(no subject)

Date: 2012-06-01 09:32 am (UTC)
gerald_duck: (Oh really?)
From: [personal profile] gerald_duck
From the Biblical perspective, surely the English language doesn't exist yet?

(no subject)

Date: 2012-06-01 09:37 am (UTC)
From: [identity profile] lethargic-man.livejournal.com
Well, true, but I was assuming the word צִפּוֹר would be less accessible to readers of this blog...

(no subject)

Date: 2012-06-01 09:48 am (UTC)
gerald_duck: (babel)
From: [personal profile] gerald_duck
Mmm. But whereas various English words like "nice" and "naughty" have drifted considerably in meaning over the centuries, in this case it might simply be that "צִפּוֹר" doesn't translate exactly as "bird"?

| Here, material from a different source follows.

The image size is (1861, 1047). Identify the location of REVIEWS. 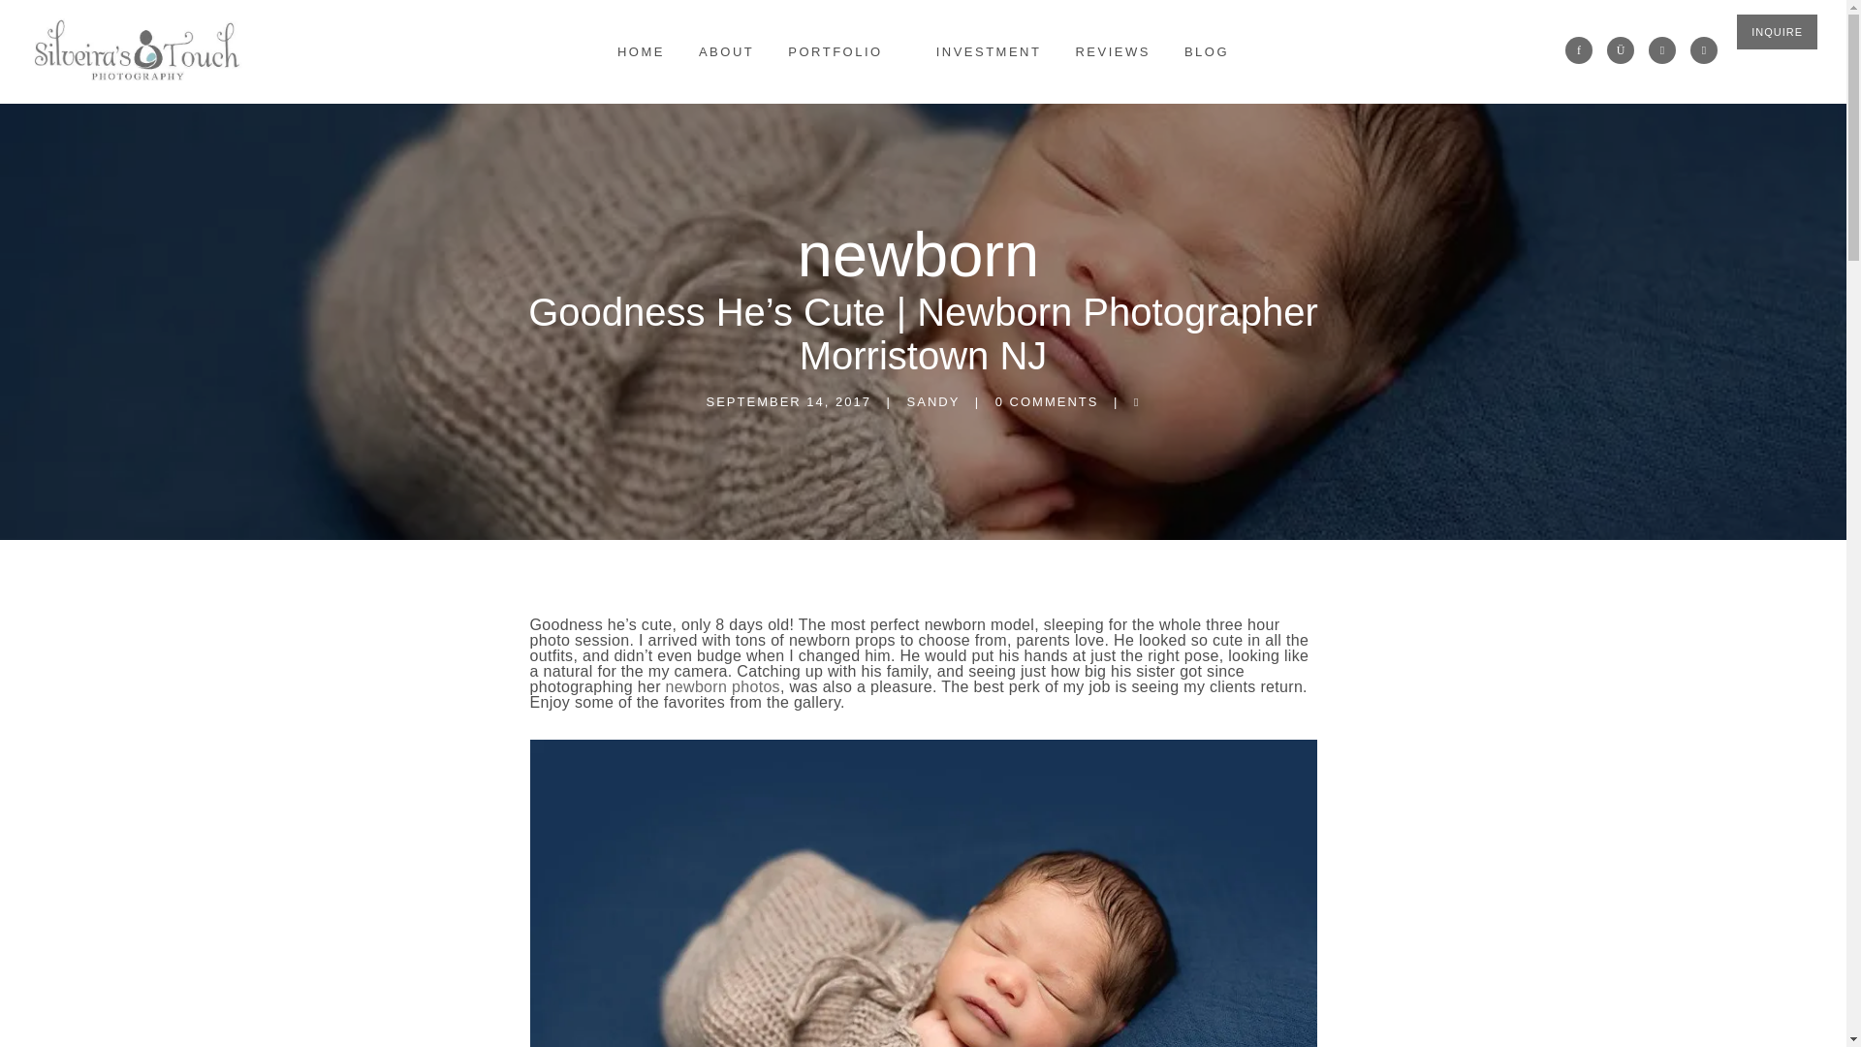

Though I admit I wouldn't be at all surprised to learn that "bird" had also included bats at some point in the history of the English language…

(no subject)

Date: 2012-06-01 03:36 pm (UTC)
From: [identity profile] gareth-rees.livejournal.com
The OED says that in English bats "were formerly classed as birds" and gives the quotation from 1340, "Bringen her a nihte-bird . a bakke . or an oule."

In Old English a bat was a hreaðemūs — "The first element may represent the stem of Old English hrēran to move, to shake, to agitate". Later this became rearmouse or reremouse, which survived in some rural dialects and in heraldry.

The word bakke comes from a Scandinavian language (perhaps Danish) and first appears in the 14th century; this became bat by the late 16th century.